MercoPress, en Español

Montevideo, May 2nd 2024 - 12:24 UTC

 

 

Chile’s Catholic willing to help negotiate in Mapuche hunger strike

Saturday, September 11th 2010 - 17:50 UTC
Full article 3 comments
Bishop Alejandro Goic, president of the Episcopate Conference: negotiations but no mediation Bishop Alejandro Goic, president of the Episcopate Conference: negotiations but no mediation

The Chilean Catholic Church has agreed to help negotiate an end to nearly two-month long hunger strike by indigenous Mapuche prisoners, following an assistance request earlier this week from President Sebastián Piñera

The Mapuches are protesting the government’s use of Pinochet-era anti-terrorism laws to prosecute them as they demonstrate (sometimes violently) to recover ancestral lands, based on treaties and autonomy promises. The laws permit a number of things – masked witnesses; extended time held incommunicado and double prison sentences – that the Mapuche consider unfair.

Bishop Alejandro Goic, president of the Episcopate Conference in Chile, presented the Church’s terms for accepting the assignment on Thursday. “It’s true that no solution will be easy or rapid because the traditional methods, cultures, laws and different administrative norms make reaching an agreement difficult,” he said, reading a statement he prepared with the archbishop of Concepción, Ricardo Ezzati Andrello, and the bishop of Temuco, Manuel Camilo Vial Risopatrón.

The document goes on to say that, despite the barriers that exist, leaders from the Mapuche community and Chile’s government can and must reach an agreement based on their mutual respect for human life.

While the Church has agreed to help negotiate an end to the hunger strike, it has stated that it would not officially mediate the situation.

Evangelical churches, to which 40% of Mapuches belong, have also expressed interest in helping negotiate a solution to the protest.
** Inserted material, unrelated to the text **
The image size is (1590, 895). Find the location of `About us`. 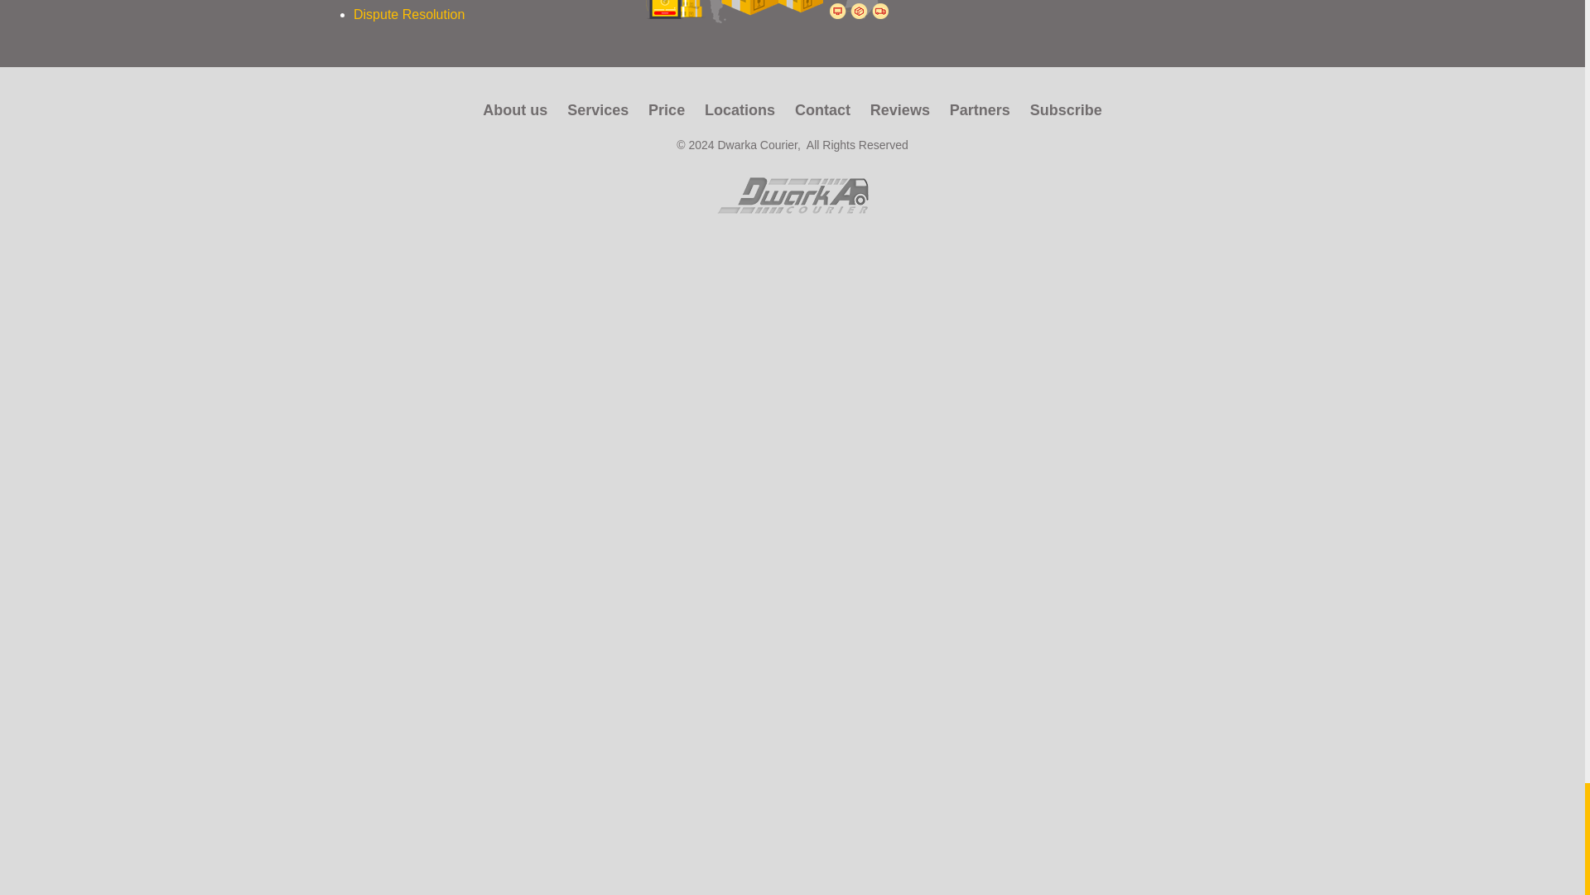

Emiliano Soto, president of the Round Table of Evangelical Churches, visited with the Mapuche prisoners last week.

Also visiting the prisoners were members of the Chamber of Deputies’ Human Rights Committee, including Dep. Sergio Aguiló of the Socialist Party (PS); Dep. Tucapel Jiménez of the Party for Democracy (PPD); and Dep. Hugo Gutiérrez of the Communist Party (PC).

By Kara Frantzich – Santiago Times
 

Categories: Politics, Latin America.

Top Comments

Disclaimer & comment rules
  • Think

    Finally some movement on the other side of the Cordillera....

    Viva la Araucanía mie***

    Sep 11th, 2010 - 06:41 pm 0
  • jorge!

    Ya era hora que publicaran algo. Es un tema grave!

    Sep 13th, 2010 - 01:03 pm 0
  • avargas2001

    Mapuches should be given the kindom of Araucania in Islas Malvinas Argentinas the way they had them in the past, we already open the head office in london to make things easy for both kingdoms.
    kill all pirats and land thieve in Islas Malvinas Argentina, we support Argentine on getting a nuclear defence program to defend our nation from illegal british pirat occupation, we being civilized from 1830 untill now its time we kill all the pirats in Islas Malvinas, free our land from occupation Argentina also deserves to have self determination, 40.000.000 democratic latinos have the more rights then a white british subject, lets hope fakland island holdings lets them have their old land back.

    http://www.fsa.gov.uk/pubs/final/darwin_clifton.pdf

    Sep 14th, 2010 - 06:12 pm 0
Read all comments

Commenting for this story is now closed.